When he’d exhausted himself, he said into the ground, “I never used to cry. You’ve turned me into a watering pot.”
“My sincerest apologies,” Charles said wryly. “Care to tell me what that was about?”
“I think that I thought that if I never mentioned it to you, it wouldn’t be real,” Tristan said, looking up and meeting Charles’s eyes. Charles immediately reached over and rubbed a streak of dirt off his cheek. “The thing with Crosby, I mean. I was just pretending that it hadn’t happened, that I would be going back to London and picking up where I left off with him, and nothing would have changed. Telling you made it real, somehow. I’m sorry to be so lachrymose, Charlie. I never used to be.”
“It’s all right.” Charles drew him into his arms and they lay there in the sunlight, the scent of the grass surrounding them. “It’s strange. You’ve an ancient name, a beautiful face, a strong body, a lovely wife, two wonderful children, and plenty of cash, not to mention a devastatingly handsome lover. But they’re bars to you, aren’t they. Just bars of a cage. You’re like a skylark, bashing your wings against the cage wire, unable to sing unless you’re free.”
“Well, not so much the devastatingly handsome lover,” Tristan said. “You’re more the door to the cage, Charlie, but you’re right. I feel trapped. I’ve always felt trapped. It’s foolish and ungrateful, but I’ve never wanted all that. I don’t care about the name, the looks are meaningless, and while I adore my children and am fond of Lottie, I never asked for them, never needed them. Even my friends—I love them, but in so many ways they bore me. I’ve always felt as if I were playing a role I hadn’t auditioned for. But I didn’t realize it until I met you. I need
more
. I need…
different.
“And then I started working with Crosby and the others and I felt as if I had come home. That
this
was what I was meant to be doing. And now it’s gone, lost to me, because of my
own damned fault
.” He tensed, his hands fisting. “My own foolishness, my own
stupidity
. And nothing I can do will change that.”

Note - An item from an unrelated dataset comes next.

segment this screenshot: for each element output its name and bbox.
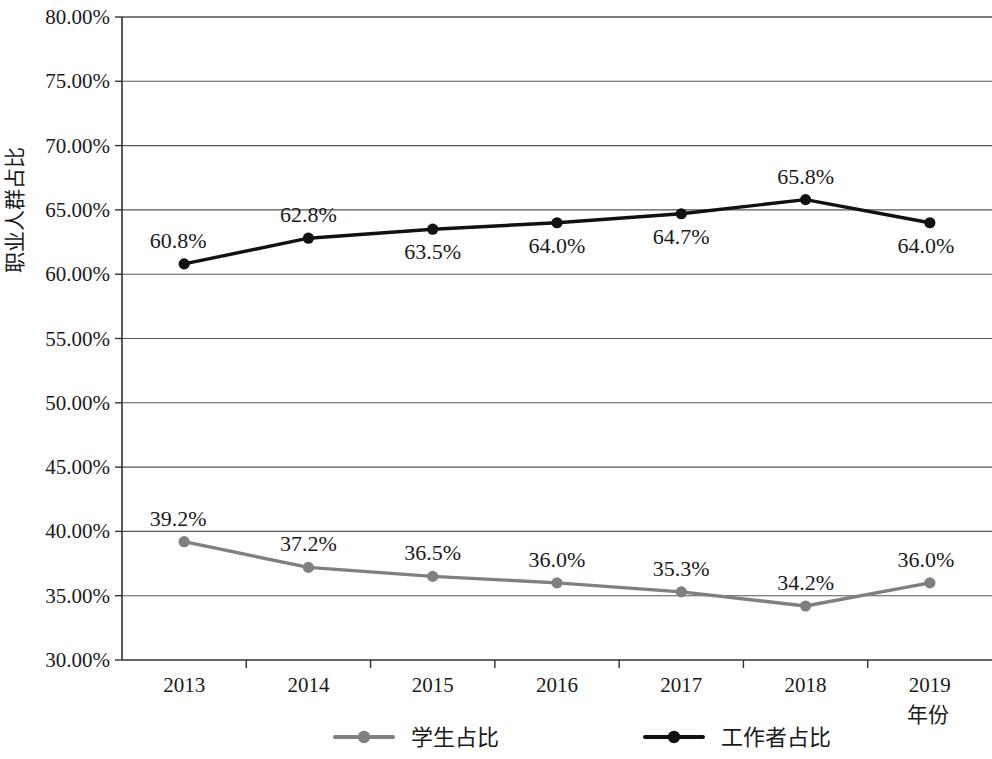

“Tris, Crosby is not the only surgeon in the world—or even in London. Someone else might think differently. And maybe even if he’s right, and you’ll never be able to do the finer forms of surgery, what’s wrong with doing what he said, and studying medicine? You could still study surgery; it’s part of what we’ll be learning, even if we’re not permitted to actually practice it. You’ll just learn more than that. Perhaps you’ll find a way that you could combine them, something more than just a ‘country doctor’.” He drew him close and kissed his forehead. “Perhaps go into practice with another physician, focusing on the diseases of the body while he focuses on things like beastly tasting South American herbs?”
Tristan let out a watery chuckle. “I see the plot,” he said. “You want to go into partnership and let me do all the work while you spend all your time with your precious books.”
“You’ve struck it,” Charles said with a grin. “But the important word there was partnership, Tris. Study with me. Learn with me. Work with me.” He kissed him again. “Live with me. Love me.”
“I do. God, what you’re suggesting—I never even considered it possible. A partnership as physicians? You and I?”